March Promises Madness

By: Isaac Turner-Hall

There has been plenty of chaos this season in college basketball. Nothing has gone to plan, the chaos started back in the first week of the season when North Carolina and Virginia, who were both ranked in the AP top five to start the year, lost to unranked mid major programs in the Northern Iowa Panthers and the George Washington Colonials.

The madness didn’t stop there. The No. 1-ranked teams have lost seven times this season, and three times in the state of Iowa, the most that this has happened in over 60 years, and if anybody is going to ever create a perfect bracket, this is not the year to try to do that. Top teams have been dropping all season, and no one team has solidified a spot as the best team in the nation, and nobody knows what to expect come tourney time. The entire top 10 could even be eliminated by the first weekend.

The two teams that solidified themselves last year as the best, Duke and Kentucky, aren’t even in the top 20 right now, and Ivy League champion Yale, who hasn’t been to the tournament in 54 years, is in, without their starting point guard Jack Montague who mysteriously left the team midseason for unannounced reasons.
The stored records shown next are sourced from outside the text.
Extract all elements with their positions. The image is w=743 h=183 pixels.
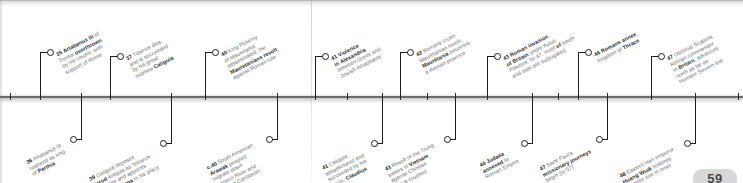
connector-knob bbox=[596, 136, 603, 143]
event-label: 35 Artabanus III ofPersia overthrownby h… bbox=[55, 31, 109, 76]
event-connector-below bbox=[695, 97, 717, 151]
connector-stem bbox=[400, 52, 401, 97]
event-label: 37 Tiberius diesand is succeededby his g… bbox=[125, 37, 175, 80]
connector-knob bbox=[266, 136, 273, 143]
connector-stem bbox=[277, 97, 278, 139]
event-connector-below bbox=[607, 97, 629, 147]
connector-knob bbox=[521, 140, 528, 147]
connector-knob bbox=[117, 53, 124, 60]
connector-knob bbox=[585, 49, 592, 56]
event-label: 39 Caligula deposesHerod Antipas as Tetr… bbox=[88, 146, 160, 183]
timeline-tick bbox=[427, 93, 428, 100]
event-connector-below bbox=[532, 97, 554, 151]
event-connector-below bbox=[277, 97, 299, 147]
event-label: 41 Caligulaassassinated andsucceeded by … bbox=[320, 146, 370, 183]
event-label: 42 Romans crushMauretanian revolt,Mauret… bbox=[415, 28, 474, 75]
connector-stem bbox=[171, 97, 172, 143]
event-label: 47 Ostorius Scapula,Roman commanderin Br… bbox=[666, 33, 726, 86]
connector-knob bbox=[444, 136, 451, 143]
event-connector-below bbox=[382, 97, 404, 151]
connector-stem bbox=[532, 97, 533, 143]
timeline-tick bbox=[10, 93, 11, 100]
timeline-tick bbox=[347, 93, 348, 100]
connector-stem bbox=[578, 52, 579, 97]
timeline-figure: 35 Artabanus III ofPersia overthrownby h… bbox=[0, 0, 743, 183]
connector-stem bbox=[455, 97, 456, 139]
event-label: 46 Romans annexkingdom of Thrace bbox=[593, 31, 641, 64]
connector-stem bbox=[382, 97, 383, 143]
connector-knob bbox=[407, 49, 414, 56]
event-connector-below bbox=[171, 97, 193, 151]
event-connector-below bbox=[81, 97, 103, 147]
event-label: 48 Eastern Han emperorHuang Wudi restore… bbox=[618, 146, 684, 183]
connector-knob bbox=[371, 140, 378, 147]
event-label: 44 Judaeaannexed toRoman Empire bbox=[479, 146, 521, 180]
connector-stem bbox=[205, 52, 206, 97]
event-connector-below bbox=[455, 97, 477, 147]
page-number-badge: 59 bbox=[693, 169, 737, 183]
connector-knob bbox=[160, 140, 167, 147]
connector-knob bbox=[684, 140, 691, 147]
connector-stem bbox=[487, 56, 488, 97]
connector-knob bbox=[212, 49, 219, 56]
connector-knob bbox=[47, 49, 54, 56]
connector-knob bbox=[70, 136, 77, 143]
event-label: 36 Artabanus IIIrestored as kingof Parth… bbox=[25, 142, 69, 177]
event-label: 41 Violencein Alexandriabetween Greek an… bbox=[330, 34, 385, 79]
connector-stem bbox=[110, 56, 111, 97]
event-label: 40 King Ptolemyof Mauretaniaassassinated… bbox=[220, 28, 281, 81]
connector-stem bbox=[40, 52, 41, 97]
connector-stem bbox=[315, 56, 316, 97]
connector-knob bbox=[322, 53, 329, 60]
connector-stem bbox=[651, 56, 652, 97]
timeline-tick bbox=[738, 93, 739, 100]
connector-stem bbox=[607, 97, 608, 139]
connector-stem bbox=[81, 97, 82, 139]
event-label: 43 Roman invasionof Britain under AulusP… bbox=[502, 23, 579, 80]
timeline-tick bbox=[558, 93, 559, 100]
event-label: c.40 South AmericanArawak peoplesmigrate… bbox=[206, 142, 266, 183]
connector-knob bbox=[658, 53, 665, 60]
connector-knob bbox=[494, 53, 501, 60]
page-top-edge-line bbox=[0, 0, 743, 1]
page-top-edge bbox=[0, 0, 743, 7]
connector-stem bbox=[695, 97, 696, 143]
It even appears as though the apparent best player in the nation in Ben Simmons won’t even be playing in the tournament unless LSU can make a run in the SEC tournament. The SMU Mustangs who are the team that went the deepest into the season without a loss aren’t even eligible to play in the postseason along with the Louisville Cardinals who both received NCAA sanctions due to rules violations.
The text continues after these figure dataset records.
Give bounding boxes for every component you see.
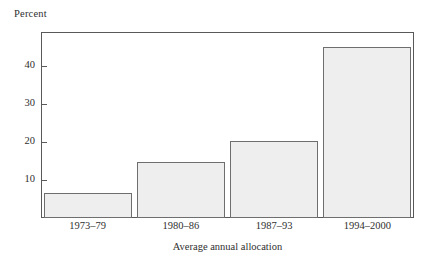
plot-area: [41, 32, 414, 218]
x-axis-caption: Average annual allocation: [41, 241, 414, 252]
y-axis-caption: Percent: [14, 8, 47, 19]
x-axis-tick-label: 1987–93: [228, 220, 321, 231]
y-axis-tick-label: 40: [25, 59, 36, 70]
y-axis-tick-mark: [41, 104, 47, 105]
y-axis-tick-label: 30: [25, 97, 36, 108]
bar-chart-figure: Percent 10203040 1973–791980–861987–9319…: [0, 0, 431, 267]
y-axis-tick-label: 10: [25, 173, 36, 184]
y-axis-tick-mark: [41, 66, 47, 67]
bar-1973-79: [44, 193, 132, 218]
bar-1980-86: [137, 162, 225, 218]
bar-1994-2000: [323, 47, 411, 218]
y-axis-tick-mark: [41, 142, 47, 143]
bar-1987-93: [230, 141, 318, 218]
x-axis-tick-label: 1994–2000: [321, 220, 414, 231]
x-axis-tick-label: 1973–79: [41, 220, 134, 231]
y-axis-tick-labels: 10203040: [0, 32, 35, 218]
y-axis-tick-mark: [41, 180, 47, 181]
x-axis-tick-label: 1980–86: [134, 220, 227, 231]
x-axis-tick-labels: 1973–791980–861987–931994–2000: [41, 220, 414, 238]
y-axis-tick-label: 20: [25, 135, 36, 146]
Conference tournament play began last weekend with some great games ahead and some that have already played like the MVC tournament, which ended in thrilling fashion when Wes Washpun hit a thrilling game-winning buzzer-beater to send Northern Iowa to the tournament, and teams who needed to win to keep their season alive cashed in over the weekend like Austin Peay University who is 18-17 and won the Ohio Valley tournament to go to the big dance.
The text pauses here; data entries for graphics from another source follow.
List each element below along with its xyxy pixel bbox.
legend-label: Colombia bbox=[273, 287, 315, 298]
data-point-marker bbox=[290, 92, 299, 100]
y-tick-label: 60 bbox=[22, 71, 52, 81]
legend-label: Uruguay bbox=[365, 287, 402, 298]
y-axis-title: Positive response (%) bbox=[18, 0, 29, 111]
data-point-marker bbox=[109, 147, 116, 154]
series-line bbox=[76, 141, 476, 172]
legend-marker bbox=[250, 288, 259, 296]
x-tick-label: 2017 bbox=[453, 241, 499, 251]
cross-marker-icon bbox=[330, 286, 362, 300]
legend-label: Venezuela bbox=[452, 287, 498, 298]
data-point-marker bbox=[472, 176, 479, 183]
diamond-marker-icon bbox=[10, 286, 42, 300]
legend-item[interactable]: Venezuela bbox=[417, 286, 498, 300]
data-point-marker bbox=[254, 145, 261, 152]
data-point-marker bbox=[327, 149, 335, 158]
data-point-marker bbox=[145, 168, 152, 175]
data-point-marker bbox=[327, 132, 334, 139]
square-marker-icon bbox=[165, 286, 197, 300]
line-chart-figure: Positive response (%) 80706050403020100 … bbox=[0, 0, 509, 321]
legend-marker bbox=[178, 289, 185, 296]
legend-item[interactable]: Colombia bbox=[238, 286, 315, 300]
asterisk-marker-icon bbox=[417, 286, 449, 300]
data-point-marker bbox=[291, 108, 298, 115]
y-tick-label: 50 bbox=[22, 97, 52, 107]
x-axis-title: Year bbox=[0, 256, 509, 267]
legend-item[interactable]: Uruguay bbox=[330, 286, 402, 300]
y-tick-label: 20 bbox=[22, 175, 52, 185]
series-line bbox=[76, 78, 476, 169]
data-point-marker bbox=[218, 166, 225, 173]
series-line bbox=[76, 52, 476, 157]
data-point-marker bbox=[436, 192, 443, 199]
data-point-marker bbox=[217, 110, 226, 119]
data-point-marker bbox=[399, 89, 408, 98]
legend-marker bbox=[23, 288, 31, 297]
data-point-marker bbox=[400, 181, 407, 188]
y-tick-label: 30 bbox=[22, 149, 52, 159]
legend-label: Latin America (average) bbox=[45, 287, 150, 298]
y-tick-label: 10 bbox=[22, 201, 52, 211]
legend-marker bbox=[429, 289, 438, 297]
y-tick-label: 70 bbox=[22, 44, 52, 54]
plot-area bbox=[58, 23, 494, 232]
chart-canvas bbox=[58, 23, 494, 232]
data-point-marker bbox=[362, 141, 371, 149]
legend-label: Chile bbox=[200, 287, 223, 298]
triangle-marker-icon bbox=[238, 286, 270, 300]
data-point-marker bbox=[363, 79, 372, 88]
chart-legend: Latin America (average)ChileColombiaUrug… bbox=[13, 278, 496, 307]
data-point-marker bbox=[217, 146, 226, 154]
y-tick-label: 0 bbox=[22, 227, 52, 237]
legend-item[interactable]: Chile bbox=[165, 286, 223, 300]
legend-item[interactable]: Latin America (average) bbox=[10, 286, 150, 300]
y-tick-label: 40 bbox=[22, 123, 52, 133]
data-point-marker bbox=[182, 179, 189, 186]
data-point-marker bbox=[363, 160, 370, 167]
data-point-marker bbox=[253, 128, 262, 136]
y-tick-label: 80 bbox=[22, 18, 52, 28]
Conference tournament week has been lit, with six games on Monday having a 3-point margin or went into overtime, three of which were semifinal games. Everything has been unpredictable so far this season, and only one top seed has won its respective conference tournament so far. The larger conferences don’t play their conference tournaments until later this week or weekend.

Even the Wooden award which awards the National Player of the Year is up for grabs because Ben Simmons, whose statistics say he’s the best player in the nation, is ineligible for the award because you must maintain a 2.0 GPA to be a finalist for the award. Players like Oklahoma’s Buddy Hield have become front runners for the award amongst the 15 finalists, including North Carolina’s Brice Johnson, Iowa State’s Georges Niang and Iowa’s Jarrod Uthoff to name a few of the finalists.

This tournament has more buildup leading to it than most tournaments have in recent memory, there are no clear cut favorites to win the championship, and anybody can be beaten by anybody this year. Remember that when filling out your bracket. Will all four No. 1 seeds make it to the final four, or is this finally the year a No. 16 seed knocks off a No. 1 seed?

You can expect the unexpected this March, but one thing is for sure, there is going to madness this March.